🇳🇱 Netherlands · Family: Broodje Vlees & Vleeswaren · Region: Netherlands (Modern)
The Broodje Pulled Pork is the Dutch lunch counter's adoption of American barbecue: pork shoulder cooked low and slow until it shreds, then piled into a roll. It sits in the modern end of the Dutch broodje range, an import rather than a tradition, and it shows up wherever a broodjeszaak or food stall wants something heartier and more fashionable than the standard ham or cheese. The angle here is texture and sauce: a sandwich built entirely around meat that has been cooked until it gives way, and the sauce that decides whether the result tastes balanced or just sweet.

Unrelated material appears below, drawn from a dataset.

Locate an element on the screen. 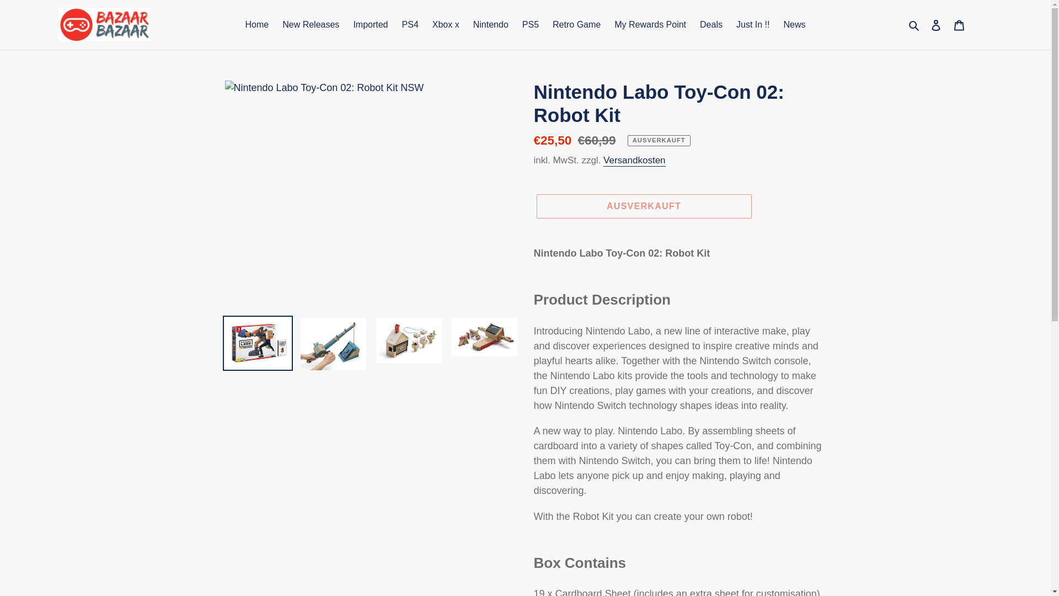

The build is short but every step carries weight. The pork shoulder is seasoned, cooked for hours until the connective tissue breaks down, then pulled into strands rather than chopped, because chopping turns it pasty and pulling keeps the bite open. A barbecue sauce is folded through the warm meat, not poured on top, so every strand carries flavor instead of the sauce sitting in a puddle at the bottom of the roll. The bread is a soft white bun or broodje, often lightly toasted on the cut face to give the moist filling something to push against. A crisp element, slaw or pickle, is the part careful kitchens get right and careless ones skip: without it the sandwich is one soft, sweet note from first bite to last. Good execution is moist, tender pork, sauce that reads smoky and tangy rather than candied, and a roll that holds. Sloppy execution is dry, stringy meat reheated too hard, drowned in sweet sauce, in a bun gone to mush.
Variation tracks the sauce and the topping. A vinegar-forward sauce keeps it sharp and lean; a thick molasses-style sauce pushes it rich and dark. Coleslaw built into the roll adds crunch and acid; pickled onion or jalapeño turns up the contrast. Some stalls add cheese or crispy onions, which moves it toward a loaded street item. The broader Dutch meat-roll family it descends from, the broodje vlees, covers cured and cooked fillings on its own terms and deserves its own article rather than being crowded in here. At its best the Broodje Pulled Pork lives or dies on two things: pork cooked long enough to surrender, and a sauce restrained enough to season it rather than bury it.